A couple of months after Britain finally took its great leap into the unknown, many businesses are still waiting to see where they will land. Others fear they have lost their footing for good
JILL BUTTER
Nothing much has changed. At least that is the view from sitting in lockdown in my flat in West London, as winter gives way to the first stirrings of spring.
My local supermarkets (in London, not Belfast) still have a decent supply of fresh fruit and vegetables from Spain. There’s been no need to modify my winter tangerine- or broccoli-buying habits. There are not obviously any more “out-of-stock” signs now than pre-Brexit or pre-pandemic. I haven’t tried to order anything online since Christmas, so for me at least, nothing’s gone awry there. Walking around the park, there still seem to be substantial numbers of EU citizens who haven’t joined the exodus from London. My brother got a blue-black passport when he renewed his old burgundy one, though he hasn’t had a chance to use it yet.
Casting my eyes up from my flat, some of the starkest problems that we were warned could arise have not come to pass. The 7,000 lorries backed up in Kent, a possibility laid out in Michael Gove’s “reasonable worst case scenario” last autumn, have not dominated our screens.
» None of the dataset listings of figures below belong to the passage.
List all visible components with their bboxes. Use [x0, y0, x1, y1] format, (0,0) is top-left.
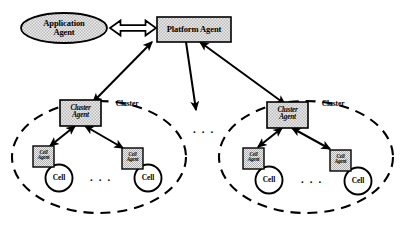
connector-platform-to-cluster-left — [93, 42, 152, 102]
application-platform-block-arrow — [110, 21, 156, 36]
cell-agent-left-1-shape — [33, 146, 54, 167]
connector-cluster-left-to-cell-agent-2 — [85, 126, 123, 148]
platform-agent-shape — [157, 17, 231, 42]
connector-cluster-left-to-cell-agent-1 — [50, 126, 75, 146]
cell-right-1-shape — [256, 167, 283, 194]
application-agent-shape — [21, 13, 107, 43]
cluster-agent-right-shape — [267, 102, 308, 128]
cell-agent-left-2-shape — [122, 148, 143, 169]
connector-platform-to-middle — [186, 42, 196, 110]
diagram-svg-layer — [0, 0, 403, 232]
cell-left-1-shape — [46, 165, 73, 192]
connector-cluster-right-to-cell-agent-2 — [292, 128, 330, 149]
connector-platform-to-cluster-right — [200, 42, 285, 104]
connector-cluster-right-to-cell-agent-1 — [258, 128, 282, 147]
cluster-agent-left-shape — [60, 100, 101, 126]
cell-agent-right-2-shape — [330, 150, 351, 171]
diagram-canvas: Application Agent Platform Agent Cluster… — [0, 0, 403, 232]
cell-agent-right-1-shape — [243, 148, 264, 169]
The only time there were any newsworthy logjams was when we were still in the EU single market, in December, and those were seemingly due to a combination of pre-end-of-transition stockpiling and the French border closure, which was down to the new Covid variant rather than our breach from the EU. In one sense, Brexit proved handy: thanks to earlier fears of a disorderly no-deal departure, we had some overspill lorry parks prepared.
But the experience of a coddled think-tanker should not disguise the fact that the Trade and Cooperation Agreement, reached with the EU on Christmas Eve, is the first free trade agreement in history whose objective is to make trade less free-and on that score it has been an undeniable success. It has erected some very real barriers between the UK and the EU, as well as between Great Britain and Northern Ireland. The important question about how Brexit is going concerns the experience in and around these new barriers.
Freight pain
Businesses are already reporting a range of difficulties in moving stuff into the EU. There are lots of new forms to fill in and new systems to get to grips with. They were advised by the government to appoint a customs agent (advisers with knowledge of trade-not the people who check your suitcase at the border) to help navigate such procedures. But these are private businesses. Some exporters will be unable to shell out for relevant expertise, even if they can find it. Businesses that have only previously traded within the EU have not had to use such agents before, and now all of a sudden need similar help at once: there aren’t yet enough agents with the necessary know-how to go round. Over time, however, the number of experienced agents and exporters will grow. This may be a genuine example of what the government dubs “teething problems.”